French elections: Emmanuel Macron beats Marine Le Pen with 65 per cent of vote

PARIS – Emmanuel Macron was elected president of France on Sunday with a business-friendly vision of European integration, defeating Marine Le Pen, a far-right nationalist who threatened to take France out of the European Union, early projections showed.

Macron, 39, a former economy minister who ran as a “neither left nor right” independent promising to shake up the French political system, took 65.1% to Le Pen’s 34.9%, according to initial projections from early counts, Guardian reported.

“A new chapter in our long history has opened this evening,” Macron said in a statement. “I would like it to be one of hope and of confidence rediscovered.”

Three projections, issued within minutes of polling stations closing at 8 p.m. (2 p.m. ET), showed Macron beating Le Pen by around 65 percent to 35 – a gap wider than the 20 or so percentage points that pre-election surveys had pointed to.

Even so, it was a record performance for the National Front, a party whose anti-immigrant policies until recently made it a pariah in French politics, and underlined the scale of the divisions that he must try to heal.

Le Pen’s high-spending, anti-globalisation ‘France-first’ policies may have unnerved financial markets but they appealed to many poorer members of society against a background of high unemployment, social tensions and security concerns.

According to Guardian, after the Brexit vote and the election of Donald Trump as US president, the race for the Élysée was the latest election to shake up establishment politics by kicking out the figures that stood for the status quo, ejecting the mainstream parties that have dominated French politics for 50 years and leaving the political novice Macron to do battle with the far right.

The 48-year-old’s share of the vote was set to be almost twice that won by her father Jean-Marie, the last National Front candidate to qualify for a presidential runoff, who was trounced by Jacques Chirac in 2002.

Macron’s immediate challenge will be to secure a majority in next month’s parliamentary election for En Marche!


PROBLEM DESCRIPTION -> Check the records below line by line for the string "labels". Give the number of lines that contain it and nothing else.

MATERIAL PROVIDED ->
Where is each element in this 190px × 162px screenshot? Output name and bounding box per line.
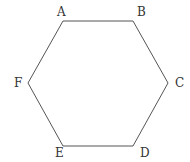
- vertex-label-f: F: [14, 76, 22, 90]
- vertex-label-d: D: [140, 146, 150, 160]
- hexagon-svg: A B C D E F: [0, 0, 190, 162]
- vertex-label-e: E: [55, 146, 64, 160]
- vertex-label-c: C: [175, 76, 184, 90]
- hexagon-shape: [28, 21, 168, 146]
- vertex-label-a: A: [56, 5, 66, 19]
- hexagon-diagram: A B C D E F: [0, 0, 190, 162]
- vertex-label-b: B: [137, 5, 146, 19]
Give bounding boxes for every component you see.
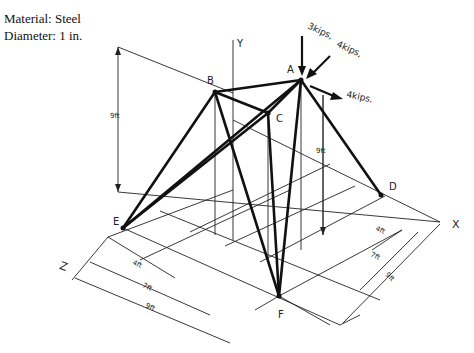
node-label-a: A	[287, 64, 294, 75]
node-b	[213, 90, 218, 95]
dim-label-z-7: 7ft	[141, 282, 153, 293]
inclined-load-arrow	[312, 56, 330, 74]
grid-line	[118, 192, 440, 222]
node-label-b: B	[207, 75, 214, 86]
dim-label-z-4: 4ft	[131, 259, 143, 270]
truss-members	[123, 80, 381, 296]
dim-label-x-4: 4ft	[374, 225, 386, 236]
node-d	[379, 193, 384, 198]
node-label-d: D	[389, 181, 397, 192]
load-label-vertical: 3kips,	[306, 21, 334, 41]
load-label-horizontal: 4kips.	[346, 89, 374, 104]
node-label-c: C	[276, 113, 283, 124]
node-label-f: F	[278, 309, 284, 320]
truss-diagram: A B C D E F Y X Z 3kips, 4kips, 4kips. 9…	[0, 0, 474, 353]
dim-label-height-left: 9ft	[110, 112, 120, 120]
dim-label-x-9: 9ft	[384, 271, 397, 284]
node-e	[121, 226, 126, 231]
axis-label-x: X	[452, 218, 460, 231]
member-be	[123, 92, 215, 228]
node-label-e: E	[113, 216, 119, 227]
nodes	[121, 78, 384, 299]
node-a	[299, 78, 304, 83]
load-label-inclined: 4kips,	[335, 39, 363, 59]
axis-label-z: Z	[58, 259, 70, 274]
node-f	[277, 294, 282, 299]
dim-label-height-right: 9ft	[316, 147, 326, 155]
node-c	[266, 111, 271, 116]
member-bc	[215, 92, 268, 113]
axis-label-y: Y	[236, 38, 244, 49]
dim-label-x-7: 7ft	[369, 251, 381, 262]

==

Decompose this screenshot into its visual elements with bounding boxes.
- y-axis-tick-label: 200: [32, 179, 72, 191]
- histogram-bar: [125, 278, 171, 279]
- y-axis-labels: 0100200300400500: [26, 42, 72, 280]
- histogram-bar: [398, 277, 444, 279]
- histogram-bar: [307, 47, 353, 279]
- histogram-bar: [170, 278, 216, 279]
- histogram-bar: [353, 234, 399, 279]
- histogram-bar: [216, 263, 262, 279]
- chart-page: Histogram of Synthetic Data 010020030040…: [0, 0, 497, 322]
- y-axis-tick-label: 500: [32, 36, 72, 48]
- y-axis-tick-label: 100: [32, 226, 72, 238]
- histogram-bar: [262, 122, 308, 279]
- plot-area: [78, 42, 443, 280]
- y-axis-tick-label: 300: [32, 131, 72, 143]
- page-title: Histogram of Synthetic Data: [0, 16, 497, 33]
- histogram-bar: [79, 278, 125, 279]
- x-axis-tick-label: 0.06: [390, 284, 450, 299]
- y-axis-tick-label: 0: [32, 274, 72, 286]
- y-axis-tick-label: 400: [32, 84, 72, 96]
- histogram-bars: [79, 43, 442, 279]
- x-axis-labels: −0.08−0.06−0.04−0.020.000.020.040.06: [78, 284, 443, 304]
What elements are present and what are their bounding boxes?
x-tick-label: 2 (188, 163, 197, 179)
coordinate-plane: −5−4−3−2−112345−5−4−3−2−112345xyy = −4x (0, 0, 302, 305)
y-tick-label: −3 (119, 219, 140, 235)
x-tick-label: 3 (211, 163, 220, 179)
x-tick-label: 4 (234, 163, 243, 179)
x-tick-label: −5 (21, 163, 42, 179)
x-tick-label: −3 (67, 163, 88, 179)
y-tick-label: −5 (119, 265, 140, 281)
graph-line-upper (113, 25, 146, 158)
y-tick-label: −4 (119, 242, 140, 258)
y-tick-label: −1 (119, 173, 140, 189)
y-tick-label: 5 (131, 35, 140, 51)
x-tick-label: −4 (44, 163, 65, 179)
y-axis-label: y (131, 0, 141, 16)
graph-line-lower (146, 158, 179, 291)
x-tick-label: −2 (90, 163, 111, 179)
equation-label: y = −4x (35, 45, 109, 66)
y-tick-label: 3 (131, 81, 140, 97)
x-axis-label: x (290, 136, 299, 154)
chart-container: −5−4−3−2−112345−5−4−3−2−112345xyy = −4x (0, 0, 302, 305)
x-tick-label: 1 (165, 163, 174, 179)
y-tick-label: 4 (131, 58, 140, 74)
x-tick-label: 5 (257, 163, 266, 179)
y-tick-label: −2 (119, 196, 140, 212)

==

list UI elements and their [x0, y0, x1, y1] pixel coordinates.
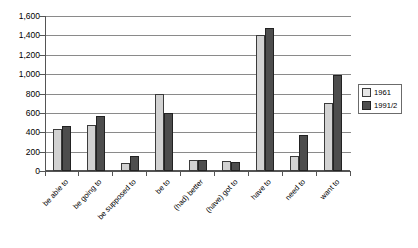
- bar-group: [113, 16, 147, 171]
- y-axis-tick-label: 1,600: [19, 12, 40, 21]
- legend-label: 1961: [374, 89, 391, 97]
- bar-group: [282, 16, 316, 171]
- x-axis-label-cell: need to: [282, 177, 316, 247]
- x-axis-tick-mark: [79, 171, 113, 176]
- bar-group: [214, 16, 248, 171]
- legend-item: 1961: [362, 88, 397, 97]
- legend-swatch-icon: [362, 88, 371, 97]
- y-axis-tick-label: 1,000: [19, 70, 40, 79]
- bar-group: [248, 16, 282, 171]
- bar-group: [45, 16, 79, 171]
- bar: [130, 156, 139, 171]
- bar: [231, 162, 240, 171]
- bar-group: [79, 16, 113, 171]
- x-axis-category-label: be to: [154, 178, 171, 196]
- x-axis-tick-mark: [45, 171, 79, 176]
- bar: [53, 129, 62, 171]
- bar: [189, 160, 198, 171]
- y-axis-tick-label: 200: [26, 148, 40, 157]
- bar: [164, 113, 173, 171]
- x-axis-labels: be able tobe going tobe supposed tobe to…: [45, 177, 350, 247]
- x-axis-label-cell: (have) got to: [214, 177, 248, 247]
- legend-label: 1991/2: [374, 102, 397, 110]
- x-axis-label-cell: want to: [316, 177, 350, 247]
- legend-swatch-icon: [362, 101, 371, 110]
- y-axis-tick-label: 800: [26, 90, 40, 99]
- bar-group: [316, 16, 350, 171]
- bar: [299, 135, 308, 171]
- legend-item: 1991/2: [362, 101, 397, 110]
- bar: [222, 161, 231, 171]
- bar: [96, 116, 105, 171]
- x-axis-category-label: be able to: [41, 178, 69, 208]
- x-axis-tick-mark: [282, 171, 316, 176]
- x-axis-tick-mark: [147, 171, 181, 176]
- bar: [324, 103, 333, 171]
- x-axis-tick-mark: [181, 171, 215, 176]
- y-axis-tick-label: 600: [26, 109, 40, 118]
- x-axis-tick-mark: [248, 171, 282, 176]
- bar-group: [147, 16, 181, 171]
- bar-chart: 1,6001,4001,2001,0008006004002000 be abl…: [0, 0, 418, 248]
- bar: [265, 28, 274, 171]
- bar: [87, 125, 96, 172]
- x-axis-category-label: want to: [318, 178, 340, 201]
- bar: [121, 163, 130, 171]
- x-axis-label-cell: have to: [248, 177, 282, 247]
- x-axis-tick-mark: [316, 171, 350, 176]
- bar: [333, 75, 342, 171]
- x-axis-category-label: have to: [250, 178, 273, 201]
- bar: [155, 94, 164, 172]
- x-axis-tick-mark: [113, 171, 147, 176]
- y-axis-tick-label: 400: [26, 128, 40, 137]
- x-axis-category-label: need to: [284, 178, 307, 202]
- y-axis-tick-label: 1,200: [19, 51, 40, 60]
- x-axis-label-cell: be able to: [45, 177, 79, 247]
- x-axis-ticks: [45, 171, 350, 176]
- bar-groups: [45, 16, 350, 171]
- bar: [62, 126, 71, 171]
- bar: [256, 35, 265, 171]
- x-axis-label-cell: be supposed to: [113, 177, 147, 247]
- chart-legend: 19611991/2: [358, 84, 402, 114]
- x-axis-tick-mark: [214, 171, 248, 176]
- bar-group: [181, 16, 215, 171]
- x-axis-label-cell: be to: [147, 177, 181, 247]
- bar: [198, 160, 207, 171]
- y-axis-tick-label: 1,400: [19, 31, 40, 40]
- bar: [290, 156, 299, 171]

RESPONSE TO THIS EXERCISE -> 3